Even just as a spectator, Jones has seen the area change profoundly. The East End has always been a multicultural area, but ever more nationalities are mingling in its streets – even communities from remote and unknown regions like the Xinjiang province of China. “The thing is, the world has moved next door”, says Jones.

Nowhere can this be seen more than in the local schools. As an assiduous frequenter of playgrounds, Jones has witnessed how cultural intermingling works and sees it reflected in nursery rhymes. “Criss-cross exchanges do happen. Two little girls once taught me a song – one of them was Polish, the other one Bengali, but they shared the same rhymes”.

Visiting most playgrounds around Tower Hamlets has also given Jones the definitive proof that, against widely held popular belief, outdoor games are not dying at all. “Of course, a lot of games we used to play you don’t see anymore, but cascades of new stuff keep coming in daily”.

Not even computers and tablets can destroy the joy of a silly dance routine. When Jones stands up to mimic a game he used to play as a child, ‘Jimmy Knacker’, I realise this pleasure cannot be cancelled by anything, including age. “It was a bad boy game, five kids would make a long horse, then another lot would jump on and the horse would try to wiggle them. It was such a dangerous game…” He bends down in his trousers, slightly baggy at the back, and his sunny orange jumper, and we laugh together.

Kids’ games and songs have always been full of violence – often only invoked, but gruesome nonetheless. Wolves eating children, bears snatching cubs and bridges collapsing are staples in games around the world. “It’s true”, he confirms, “some are really, really dark – about being drunk, murder and death, often involving nasty things that happen to teachers”.

Yet, there’s always a light-heartedness to them, a humorous side that makes them playful. “I think they’re a way for kids to explore what teenagers are up to, what’s going to happen when they grow up, and to come to terms with it”, he says.

His collection and his paintings share this dual nature.
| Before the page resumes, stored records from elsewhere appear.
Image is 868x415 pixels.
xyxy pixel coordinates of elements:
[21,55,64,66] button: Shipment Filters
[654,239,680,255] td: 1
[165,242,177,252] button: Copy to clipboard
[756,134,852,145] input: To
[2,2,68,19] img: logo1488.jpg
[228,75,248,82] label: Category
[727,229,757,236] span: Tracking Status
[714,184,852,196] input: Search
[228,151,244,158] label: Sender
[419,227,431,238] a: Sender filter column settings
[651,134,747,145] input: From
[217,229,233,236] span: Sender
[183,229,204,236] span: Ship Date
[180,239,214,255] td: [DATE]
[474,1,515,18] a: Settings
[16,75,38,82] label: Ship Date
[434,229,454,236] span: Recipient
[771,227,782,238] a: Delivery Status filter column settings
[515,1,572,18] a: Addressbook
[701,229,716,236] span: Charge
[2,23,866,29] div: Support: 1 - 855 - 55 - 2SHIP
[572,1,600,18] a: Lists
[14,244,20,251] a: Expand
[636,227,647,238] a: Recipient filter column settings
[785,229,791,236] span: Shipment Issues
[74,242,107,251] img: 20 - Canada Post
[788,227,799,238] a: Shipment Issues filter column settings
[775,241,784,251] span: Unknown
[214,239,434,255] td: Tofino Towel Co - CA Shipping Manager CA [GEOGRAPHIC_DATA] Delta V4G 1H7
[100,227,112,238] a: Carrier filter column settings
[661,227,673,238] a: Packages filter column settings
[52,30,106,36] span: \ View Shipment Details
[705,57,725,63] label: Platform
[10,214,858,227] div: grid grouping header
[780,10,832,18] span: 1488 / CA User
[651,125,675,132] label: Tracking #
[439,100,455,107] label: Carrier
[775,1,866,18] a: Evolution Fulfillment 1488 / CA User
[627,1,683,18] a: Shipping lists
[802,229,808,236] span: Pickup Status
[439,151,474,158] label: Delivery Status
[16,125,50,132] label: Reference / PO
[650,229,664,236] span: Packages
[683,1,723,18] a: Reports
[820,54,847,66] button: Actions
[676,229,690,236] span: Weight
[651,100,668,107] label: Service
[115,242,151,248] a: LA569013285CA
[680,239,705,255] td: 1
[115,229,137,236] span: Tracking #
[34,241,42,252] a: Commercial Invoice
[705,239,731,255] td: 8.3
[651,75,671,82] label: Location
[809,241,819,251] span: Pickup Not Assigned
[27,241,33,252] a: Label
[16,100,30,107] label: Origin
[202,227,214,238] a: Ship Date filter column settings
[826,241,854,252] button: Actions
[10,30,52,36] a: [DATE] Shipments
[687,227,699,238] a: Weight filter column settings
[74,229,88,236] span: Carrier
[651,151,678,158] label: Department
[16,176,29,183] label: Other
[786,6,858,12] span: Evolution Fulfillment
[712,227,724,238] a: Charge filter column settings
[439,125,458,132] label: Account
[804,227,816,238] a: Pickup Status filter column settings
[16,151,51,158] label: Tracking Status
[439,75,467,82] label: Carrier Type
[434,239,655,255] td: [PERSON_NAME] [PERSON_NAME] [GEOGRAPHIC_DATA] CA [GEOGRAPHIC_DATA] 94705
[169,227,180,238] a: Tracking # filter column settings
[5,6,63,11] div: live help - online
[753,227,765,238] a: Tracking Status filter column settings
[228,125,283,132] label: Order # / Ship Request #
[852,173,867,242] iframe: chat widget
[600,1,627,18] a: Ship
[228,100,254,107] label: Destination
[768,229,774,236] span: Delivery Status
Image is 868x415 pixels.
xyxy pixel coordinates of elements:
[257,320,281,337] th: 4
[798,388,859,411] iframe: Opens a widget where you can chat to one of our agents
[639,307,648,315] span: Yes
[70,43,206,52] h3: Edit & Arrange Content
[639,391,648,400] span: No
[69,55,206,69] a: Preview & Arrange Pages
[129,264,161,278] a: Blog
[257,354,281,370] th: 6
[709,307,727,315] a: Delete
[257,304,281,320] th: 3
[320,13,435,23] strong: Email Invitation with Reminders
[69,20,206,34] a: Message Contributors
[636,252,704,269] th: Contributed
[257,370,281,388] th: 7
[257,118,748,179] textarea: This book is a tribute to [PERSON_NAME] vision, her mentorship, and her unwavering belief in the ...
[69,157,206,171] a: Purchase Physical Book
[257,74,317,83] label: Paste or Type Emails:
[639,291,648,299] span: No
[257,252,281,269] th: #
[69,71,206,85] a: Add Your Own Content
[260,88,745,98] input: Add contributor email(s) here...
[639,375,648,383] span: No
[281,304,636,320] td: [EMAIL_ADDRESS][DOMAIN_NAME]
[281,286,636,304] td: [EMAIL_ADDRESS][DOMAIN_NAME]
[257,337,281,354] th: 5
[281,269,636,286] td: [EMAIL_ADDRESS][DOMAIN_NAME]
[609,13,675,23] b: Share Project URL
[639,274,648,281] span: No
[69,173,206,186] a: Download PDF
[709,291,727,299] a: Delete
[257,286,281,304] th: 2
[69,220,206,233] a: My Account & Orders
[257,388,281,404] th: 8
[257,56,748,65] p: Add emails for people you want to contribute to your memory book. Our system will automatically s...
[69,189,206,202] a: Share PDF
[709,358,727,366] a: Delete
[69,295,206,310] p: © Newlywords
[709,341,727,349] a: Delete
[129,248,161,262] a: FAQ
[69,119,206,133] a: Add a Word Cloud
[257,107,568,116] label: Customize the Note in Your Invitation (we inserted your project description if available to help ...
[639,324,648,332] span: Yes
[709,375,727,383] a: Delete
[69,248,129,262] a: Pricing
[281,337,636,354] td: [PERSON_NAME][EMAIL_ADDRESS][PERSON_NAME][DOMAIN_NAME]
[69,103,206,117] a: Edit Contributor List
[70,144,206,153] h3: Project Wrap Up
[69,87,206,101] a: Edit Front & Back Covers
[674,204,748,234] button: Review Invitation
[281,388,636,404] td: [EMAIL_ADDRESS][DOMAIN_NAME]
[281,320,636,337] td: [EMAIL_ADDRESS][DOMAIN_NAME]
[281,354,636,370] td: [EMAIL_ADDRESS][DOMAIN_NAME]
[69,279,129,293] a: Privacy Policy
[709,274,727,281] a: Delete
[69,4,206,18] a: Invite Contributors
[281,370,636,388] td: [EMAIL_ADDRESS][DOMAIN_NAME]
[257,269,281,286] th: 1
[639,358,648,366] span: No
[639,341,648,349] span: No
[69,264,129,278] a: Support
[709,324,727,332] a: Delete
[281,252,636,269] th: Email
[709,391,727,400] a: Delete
They are silly and at the same time important in order to remember where we come from and how we can interpret the world. “The silliness, the nonsense – I love it. I’m fascinated by the poetry in kids’ rhymes”.

Which is why most adults are happy to contribute to his endeavour, and enjoy doing it – reverting back to childhood becomes justified, and definitely not something to be ashamed of.

Walking along one of the murals at Jones’ recent exhibition at Shoreditch’s Rich Mix, it was virtually impossible to resist the temptation to start singing the rhymes once I’d recognised them. They opened a sudden window to buried memories: breathless running, bruises on knees, friends I’d forgotten the name of.

I sing my songs to Jones, even if he doesn’t understand the Italian words he looks on fascinated. When I ask him what is his ‘childhood song’, he pauses. Then he looks at me, in a moment of naïve, fleeting intimacy.

“There’s this one, that my dad taught us – he was in the war so I must have been five or so”, he says, tentatively. “I remember him saying it was a ‘formative’ thing”. He starts reciting it like a poem, but as the lines go on, he slips into a childish rhythm, and lights up.

I went down the road to buy a penny whistle

A copper came behind and stole my penny whistle

I asked him for it back, he says he hasn’t got it

Oi oi you curly wibby you got it in your pocket!

“Funny thing, isn’t it? But it shapes the way you think”, he says. It’s a brief glimpse of each other’s childhood selves, but it makes me understand why, once you start, it’s so hard to give up on peeking into our past at the contagious sound of clapping.